Hover a number like 75 (velocity) or 146 (BPM embedded in a comment) and the cursor changes to ew-resize. Click-and-drag left/right to decrement or increment. The change writes directly back into the textarea at the exact character offset, dispatches an input event, and the loop hot-swaps on the next beat.
The hard part is finding the character offset of the span within the textarea's plain-text value. The <pre> DOM and the textarea value are kept in sync, but the <pre> has HTML structure the textarea doesn't know about. The solution: a DOM tree walk that accumulates character counts until it reaches the target span:
function charOffsetOfSpan(preEl, targetSpan) {
let offset = 0;
const walker = document.createTreeWalker(preEl, NodeFilter.SHOW_ALL);
let node;
while ((node = walker.nextNode())) {
if (node === targetSpan) return offset;
if (node.nodeType === Node.TEXT_NODE) offset += node.textContent.length;
}
return -1;
}
After a plan-22 fix (join('') instead of join('\n') in the line renderer) introduced a regression where charOffsetOfSpan under-counted by one per line, the fix was to add a line-index compensation based on data-line attributes. This is the kind of thing that feels obvious in retrospect.
Shift-held scrubs at ×10 speed. Alt-held at ÷10. Velocity values clamp to [1, 127].
Block-Based Evaluation
Cmd+Shift+Enter re-evaluates only the block under the cursor, while the rest of the loop keeps playing.
A "block" in DUB is a maximal run of non-blank lines sharing a common owner: a track block starts at # name, a section block at @SECTION, a variable at %var. src/lib/blocks.js resolves the cursor position to the enclosing block by scanning backward and forward from the cursor line.
On eval: full document re-parse, diff against the current player state, update only the changed track's beat slots. The loop keeps ticking. Only the affected track changes.
Visual feedback: the evaluated block's lines flash green. The status bar shows Block: bass for 1.5 seconds.
Active-Note Highlighting
While the loop plays, the token at the current beat position flashes in the editor. The highlight follows the beat index from the player, with audio-timed callbacks driving the DOM update.
The tricky case: [xx] bracket groups. A [xx] token is a single beat in the outer pattern, but contains two pulses within it. The active-highlight system detects bracket groups and fires at sub-step intervals — beat-duration / N where N is the number of slots inside the brackets.
Section Timeline
The arrangement line > INTRO *2 A *8 expands into a timeline of section plays.
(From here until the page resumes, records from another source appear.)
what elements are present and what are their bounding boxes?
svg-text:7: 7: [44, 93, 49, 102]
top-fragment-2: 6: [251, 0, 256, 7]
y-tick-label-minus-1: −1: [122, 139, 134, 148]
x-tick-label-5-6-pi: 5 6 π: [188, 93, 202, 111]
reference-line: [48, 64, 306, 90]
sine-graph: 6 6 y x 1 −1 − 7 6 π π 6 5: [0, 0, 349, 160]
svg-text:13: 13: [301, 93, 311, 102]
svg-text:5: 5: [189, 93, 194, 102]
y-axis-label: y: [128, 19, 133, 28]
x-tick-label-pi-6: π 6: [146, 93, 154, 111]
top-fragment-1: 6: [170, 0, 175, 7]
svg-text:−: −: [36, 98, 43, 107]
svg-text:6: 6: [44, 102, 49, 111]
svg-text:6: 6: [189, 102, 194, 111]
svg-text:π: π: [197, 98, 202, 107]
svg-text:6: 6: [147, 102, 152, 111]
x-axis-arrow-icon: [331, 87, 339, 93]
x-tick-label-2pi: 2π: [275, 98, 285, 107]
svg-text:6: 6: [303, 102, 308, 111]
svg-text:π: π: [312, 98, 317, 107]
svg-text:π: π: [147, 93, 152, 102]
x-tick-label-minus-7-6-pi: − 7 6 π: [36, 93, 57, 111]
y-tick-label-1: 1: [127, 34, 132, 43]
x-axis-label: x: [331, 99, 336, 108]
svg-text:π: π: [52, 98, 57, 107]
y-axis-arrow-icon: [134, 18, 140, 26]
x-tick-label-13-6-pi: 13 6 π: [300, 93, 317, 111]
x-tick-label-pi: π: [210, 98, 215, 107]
Each unique section token gets a clickable button in a strip below the editor.
- During playback: clicking a section queues it to start at the next loop boundary (
pendingSectionLaunch). - While stopped: clicking a section starts playback from that section's beat offset.
The timeline highlights the currently playing section in real time.
What This Adds Up To
The playground went from a textarea-in-a-Svelte-component to:
- Semantic syntax highlighting using the language's own tokenizer
- Tooltips for every meaningful token type — instruments, scales, patterns, sections, notes with staff notation
- Drag-to-scrub for any numeric value, writing back directly into source
- Block evaluation that updates a single track without stopping the loop
- Active-note flashing synced to the audio clock, bracket-aware
- Section timeline with click-to-jump navigation
No CodeMirror. No framework. Zero new runtime dependencies.
MIDI on SCOOPS is a plain-text DUB music prototyping tool. Try it live at m0s.soypache.co.